“And when do you expect her?”
“In December, it would seem.”
“God grant happily! The lady, however, is healthy, so there is no fear.”
“She has changed greatly, has she not?”
“She is different from what she was, but God grant the most beautiful to look so. What an expression! A pure Botticelli. I give my word! Do you remember that portrait of his in the Villa Borghese? Madonna col Bambino e angeli. There is one head of an angel, a little inclined, dressed in a lily, just like the lady, the very same expression. Yesterday that struck me so much that I was moved by it.”

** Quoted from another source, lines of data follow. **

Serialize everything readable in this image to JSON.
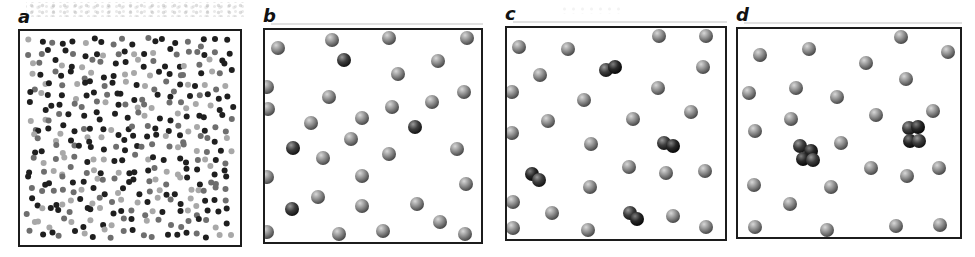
{
  "figure": {
    "width": 975,
    "height": 257,
    "colors": {
      "background": "#ffffff",
      "panel_border": "#1c1c1c",
      "label_color": "#111111",
      "sphere_gray": {
        "hi": "#d8d8d8",
        "mid": "#8f8f8f",
        "lo": "#4a4a4a"
      },
      "sphere_dark": {
        "hi": "#9a9a9a",
        "mid": "#3e3e3e",
        "lo": "#141414"
      },
      "sphere_black": {
        "hi": "#7e7e7e",
        "mid": "#282828",
        "lo": "#080808"
      },
      "dot_shades": [
        "#1f1f1f",
        "#6e6e6e",
        "#a8a8a8"
      ]
    },
    "sphere_radius": 7,
    "panels": [
      {
        "id": "a",
        "label": "a",
        "type": "dense-dot-field",
        "description": "dense random mixture of small dark and light dots",
        "box": {
          "x": 18,
          "y": 29,
          "w": 224,
          "h": 218
        },
        "dots_spec": {
          "cols": 20,
          "rows": 19,
          "seed": 1337,
          "radius": 3,
          "jitter": 4.6,
          "margin": 8,
          "shade_weights": [
            0.4,
            0.34,
            0.26
          ]
        }
      },
      {
        "id": "b",
        "label": "b",
        "type": "sphere-field",
        "description": "dispersed single spheres, four darker monomers",
        "box": {
          "x": 263,
          "y": 28,
          "w": 220,
          "h": 216
        },
        "spheres": [
          [
            15,
            20,
            "g"
          ],
          [
            69,
            12,
            "g"
          ],
          [
            126,
            10,
            "g"
          ],
          [
            204,
            10,
            "g"
          ],
          [
            81,
            32,
            "d"
          ],
          [
            175,
            33,
            "g"
          ],
          [
            135,
            46,
            "g"
          ],
          [
            4,
            59,
            "g"
          ],
          [
            201,
            64,
            "g"
          ],
          [
            66,
            69,
            "g"
          ],
          [
            169,
            74,
            "g"
          ],
          [
            5,
            81,
            "g"
          ],
          [
            129,
            79,
            "g"
          ],
          [
            99,
            90,
            "g"
          ],
          [
            48,
            95,
            "g"
          ],
          [
            152,
            99,
            "d"
          ],
          [
            88,
            111,
            "g"
          ],
          [
            30,
            120,
            "d"
          ],
          [
            60,
            130,
            "g"
          ],
          [
            126,
            126,
            "g"
          ],
          [
            194,
            121,
            "g"
          ],
          [
            4,
            149,
            "g"
          ],
          [
            99,
            148,
            "g"
          ],
          [
            203,
            156,
            "g"
          ],
          [
            55,
            169,
            "g"
          ],
          [
            99,
            178,
            "g"
          ],
          [
            154,
            176,
            "g"
          ],
          [
            29,
            181,
            "d"
          ],
          [
            177,
            194,
            "g"
          ],
          [
            4,
            204,
            "g"
          ],
          [
            76,
            206,
            "g"
          ],
          [
            120,
            203,
            "g"
          ],
          [
            202,
            206,
            "g"
          ]
        ]
      },
      {
        "id": "c",
        "label": "c",
        "type": "sphere-field",
        "description": "dispersed spheres with four dark dimer pairs",
        "box": {
          "x": 505,
          "y": 26,
          "w": 222,
          "h": 215
        },
        "spheres": [
          [
            14,
            21,
            "g"
          ],
          [
            63,
            23,
            "g"
          ],
          [
            154,
            10,
            "g"
          ],
          [
            201,
            10,
            "g"
          ],
          [
            35,
            49,
            "g"
          ],
          [
            198,
            41,
            "g"
          ],
          [
            7,
            66,
            "g"
          ],
          [
            153,
            62,
            "g"
          ],
          [
            79,
            74,
            "g"
          ],
          [
            128,
            93,
            "g"
          ],
          [
            186,
            86,
            "g"
          ],
          [
            43,
            95,
            "g"
          ],
          [
            7,
            107,
            "g"
          ],
          [
            86,
            118,
            "g"
          ],
          [
            124,
            141,
            "g"
          ],
          [
            161,
            147,
            "g"
          ],
          [
            200,
            145,
            "g"
          ],
          [
            85,
            161,
            "g"
          ],
          [
            8,
            176,
            "g"
          ],
          [
            47,
            187,
            "g"
          ],
          [
            168,
            190,
            "g"
          ],
          [
            8,
            202,
            "g"
          ],
          [
            83,
            204,
            "g"
          ],
          [
            201,
            201,
            "g"
          ],
          [
            101,
            44,
            "d"
          ],
          [
            110,
            41,
            "k"
          ],
          [
            159,
            117,
            "d"
          ],
          [
            168,
            120,
            "k"
          ],
          [
            27,
            148,
            "k"
          ],
          [
            34,
            154,
            "d"
          ],
          [
            125,
            187,
            "d"
          ],
          [
            132,
            193,
            "k"
          ]
        ]
      },
      {
        "id": "d",
        "label": "d",
        "type": "sphere-field",
        "description": "dispersed spheres with two dark four-sphere clusters",
        "box": {
          "x": 736,
          "y": 27,
          "w": 226,
          "h": 212
        },
        "spheres": [
          [
            165,
            10,
            "g"
          ],
          [
            24,
            28,
            "g"
          ],
          [
            73,
            22,
            "g"
          ],
          [
            130,
            36,
            "g"
          ],
          [
            212,
            25,
            "g"
          ],
          [
            13,
            66,
            "g"
          ],
          [
            60,
            61,
            "g"
          ],
          [
            101,
            70,
            "g"
          ],
          [
            170,
            52,
            "g"
          ],
          [
            197,
            84,
            "g"
          ],
          [
            55,
            92,
            "g"
          ],
          [
            140,
            88,
            "g"
          ],
          [
            19,
            104,
            "g"
          ],
          [
            105,
            116,
            "g"
          ],
          [
            135,
            141,
            "g"
          ],
          [
            203,
            141,
            "g"
          ],
          [
            171,
            149,
            "g"
          ],
          [
            18,
            158,
            "g"
          ],
          [
            95,
            160,
            "g"
          ],
          [
            54,
            177,
            "g"
          ],
          [
            19,
            200,
            "g"
          ],
          [
            91,
            203,
            "g"
          ],
          [
            160,
            199,
            "g"
          ],
          [
            204,
            198,
            "g"
          ],
          [
            64,
            119,
            "d"
          ],
          [
            75,
            124,
            "k"
          ],
          [
            67,
            132,
            "k"
          ],
          [
            77,
            133,
            "d"
          ],
          [
            173,
            101,
            "d"
          ],
          [
            182,
            100,
            "k"
          ],
          [
            174,
            114,
            "k"
          ],
          [
            183,
            114,
            "d"
          ]
        ]
      }
    ]
  }
}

Then he went behind the screen to put on his shirt, and from behind the screen he said,—
“You ask why I don’t marry. Do you know why? I remember sometimes that Bukatski said the same thing. I have a sharp tongue and strong biceps, but a soft heart; so stupid is it that if I had such a wife as you have, and she were in that condition, as God lives, I shouldn’t know whether to walk on my knees before her, or to beat the floor with my forehead, or to put her on a table, in a corner somewhere, and adore her with upraised hands.”
“Ai!” said Pan Stanislav, laughing, “that only seems so before marriage; but afterward habituation itself destroys excess of feeling.”
“I don’t know. Maybe I’m so stupid—”
“Do you know what? When my Marynia is free, she must find for thee just such a wife as she herself is.”